The vomit approach continues at the Treasury. This time their throwing up historically low mortgages on the wall... just to see if they stick. The U.S. Treasury is considering a proposal to offer new mortgages at 4.5% through Fannie Mae and Freddie Mac. That’s a point and a half lower than the silly “free market” says it should be.
Should this mortgage plan come to pass, we note that the U.S. government would be manipulating prices in almost every major market.
They are now the dominant force in commercial paper. They are propping Libor through the Fed’s multitrillion-dollar lending facilities. And through equity purchases in the TARP, they’ve inflated shares of nearly every bank engaged in the mortgage-backed security trade -- the very stocks the market hates the most.
Maybe the Treasury should take a page from Franklin Roosevelt and just announce a closing price for the S&P 500 every day.
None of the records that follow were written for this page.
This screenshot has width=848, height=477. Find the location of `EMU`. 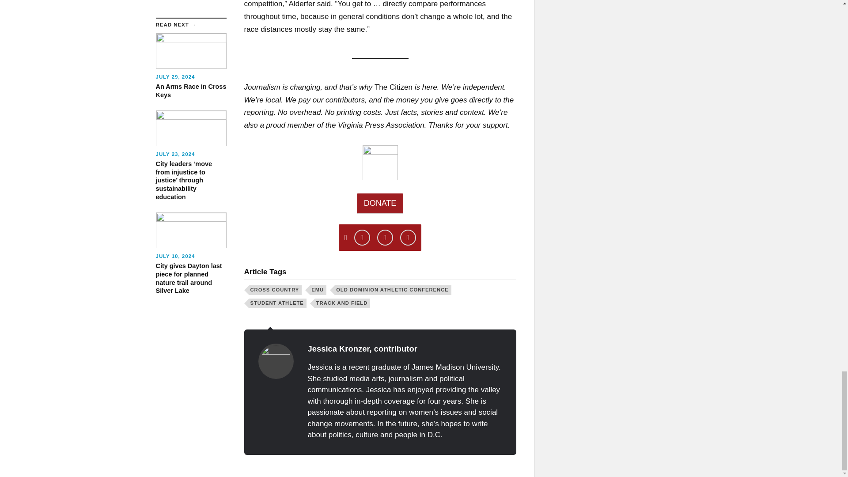

EMU is located at coordinates (318, 290).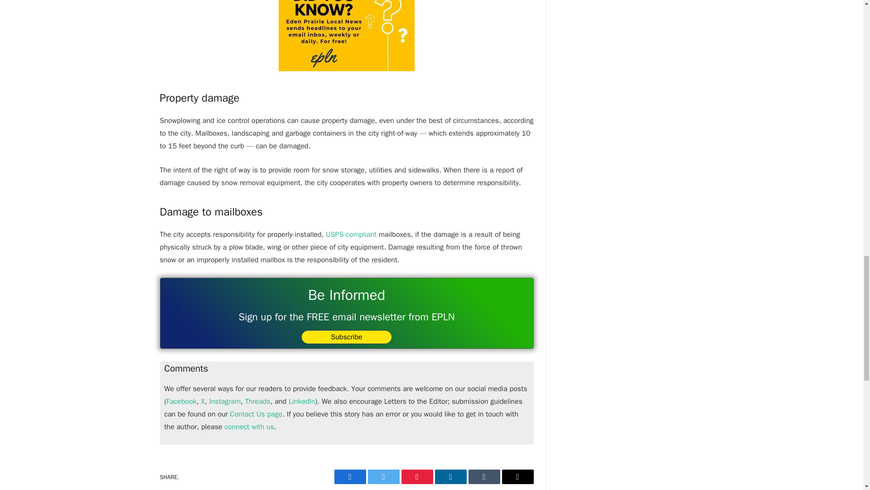 The height and width of the screenshot is (490, 870). Describe the element at coordinates (485, 476) in the screenshot. I see `Share on Tumblr` at that location.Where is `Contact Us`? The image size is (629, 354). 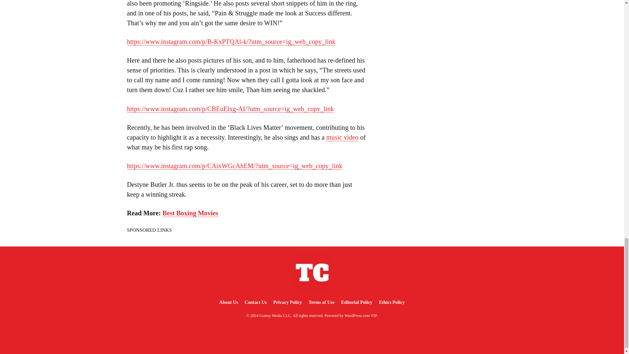
Contact Us is located at coordinates (256, 302).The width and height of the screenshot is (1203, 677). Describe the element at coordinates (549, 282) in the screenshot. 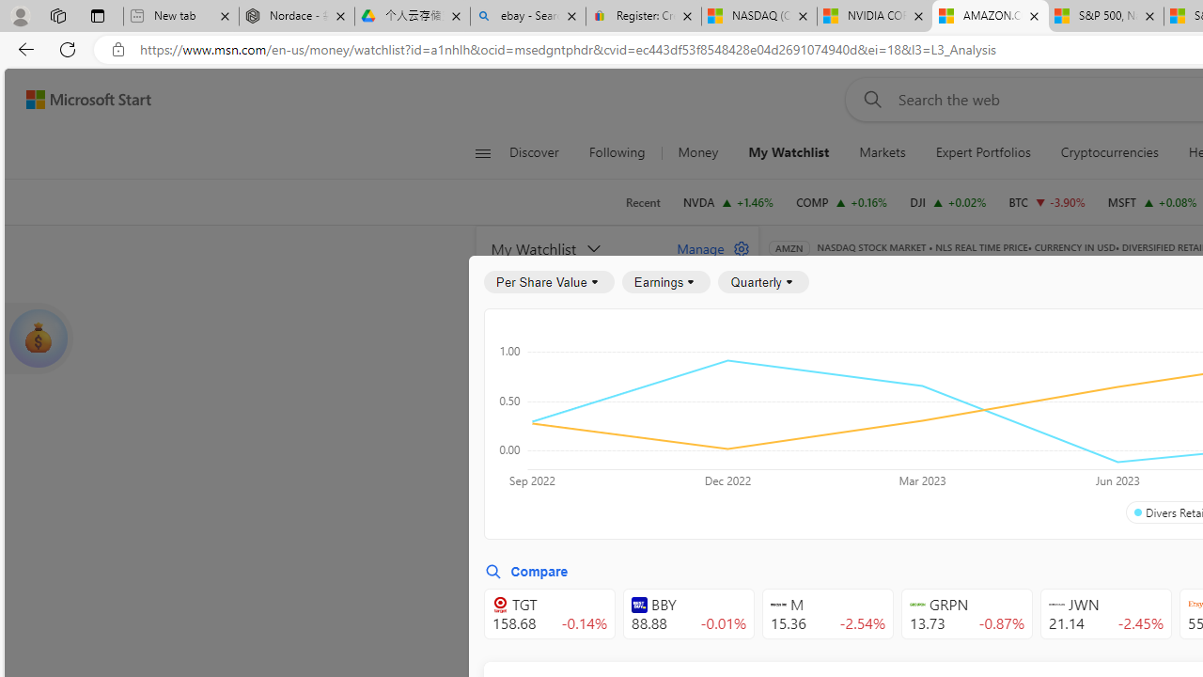

I see `Per Share Value` at that location.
FDR reportedly fixed the dollar price of gold every morning over breakfast… that is, until he tired of the practice in 1933 and just declared the yellow metal an illicit commodity, illegal for Americans to privately own.
“You can add the bond market to that list,” notes Dan Denning. “The Fed is systematically decimating the yield on U.S. government bonds and notes. It is blitzkrieging its way through the U.S. yield curve, buying, or threatening to buy, U.S. bonds and notes in order to lower rates.
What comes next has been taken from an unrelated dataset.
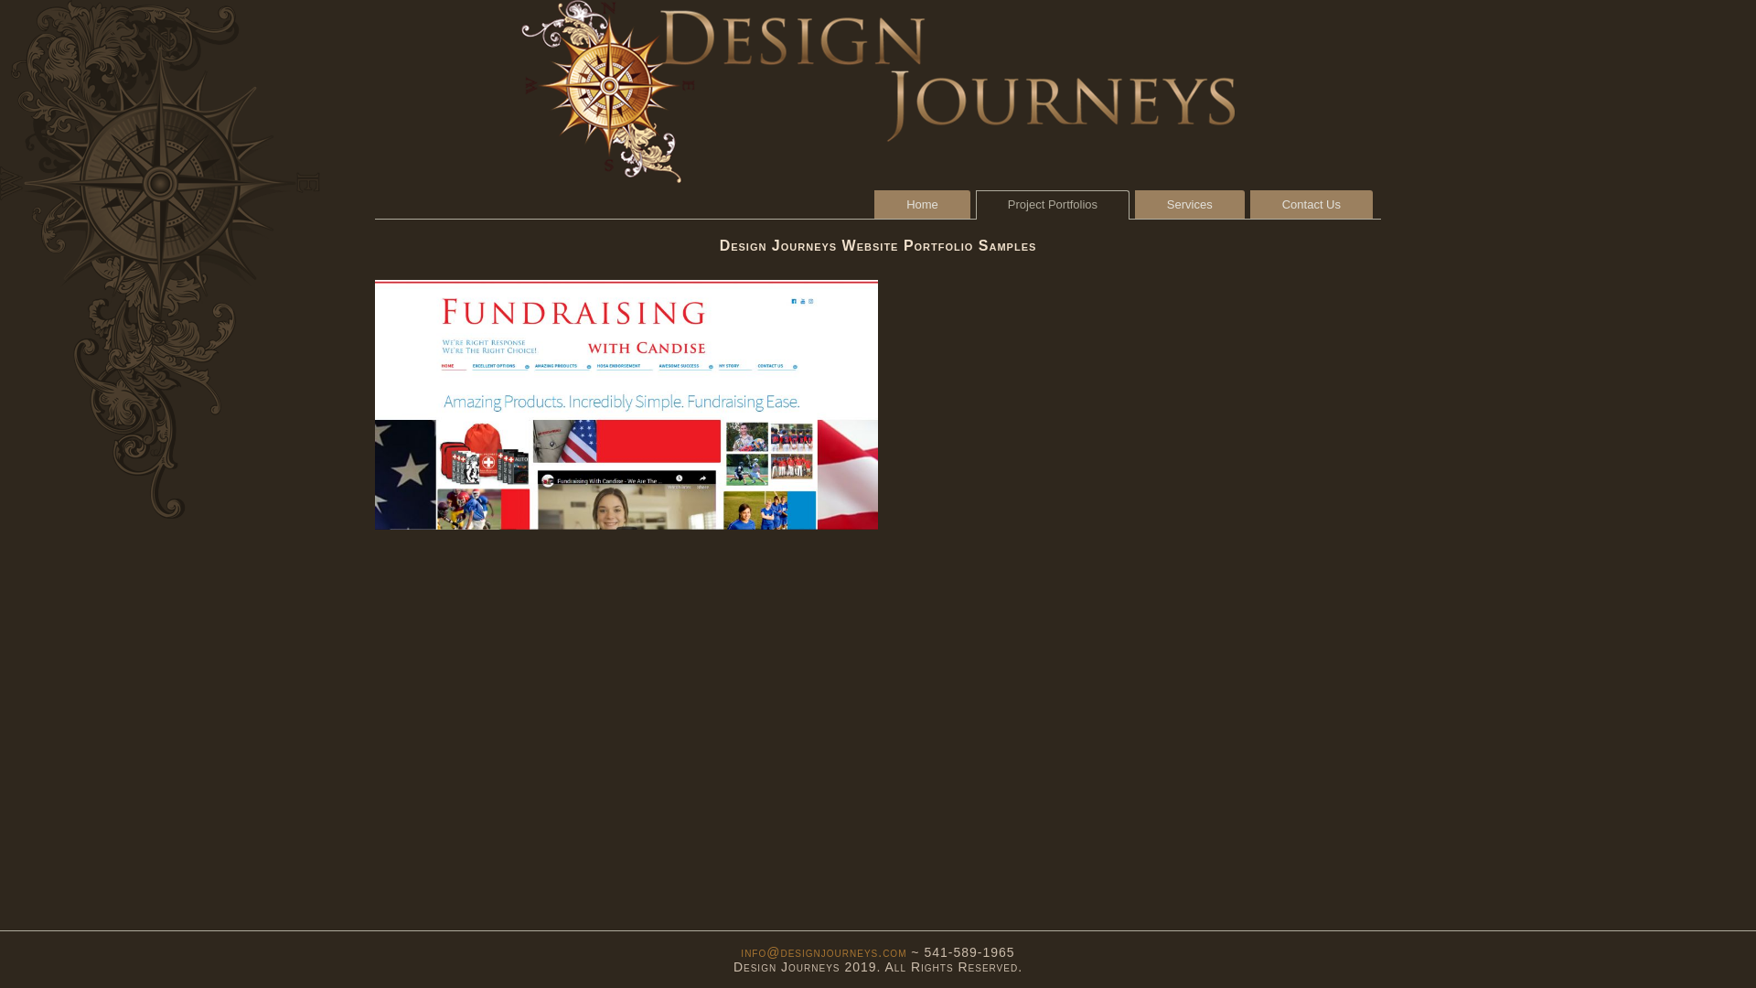 The image size is (1756, 988). Describe the element at coordinates (1189, 204) in the screenshot. I see `Services` at that location.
“Don't believe it? Bloomberg reports that the yield on 90-day Treasuries is 0.01%, while 10-year U.S. notes yield 2.66%. Both yields, as you can see on the chart below from the Dallas Fed, are down.
“By buying up securities with different maturities, the Fed lowers interest rates. Investors crowd in looking for safety and, of course, rising prices. But what is the Fed really up to? Is it really trying drive interest rates on government bonds so low that savers, and, more importantly, banks, begin to loan out some of their excess reserves, or, better yet, use them to buy distressed assets from each other.
“If you want to use a military metaphor, the Fed is dropping big rocks on safe houses from its EZ Money helicopter battleship. One basis point at a time, it is methodically destroying any rational reason for investment advisers to put their clients in Treasuries.
“So if you're not going to be in ultra-safe Treasuries, because they are really no better than cash, then what will you do with your money? You have to do something with it. You will spend it. Or invest it.”
Thanks to the recent Treasury-assisted plunge in mortgage rates, mortgage applications soared 112% last week compared with the week before. According to the latest from the Mortgage Bankers Association, rates fell to an average 5.4% last week, about 50 bps lower than the week before.
Judging by news emanating from the Treasury, this trend is likely to continue.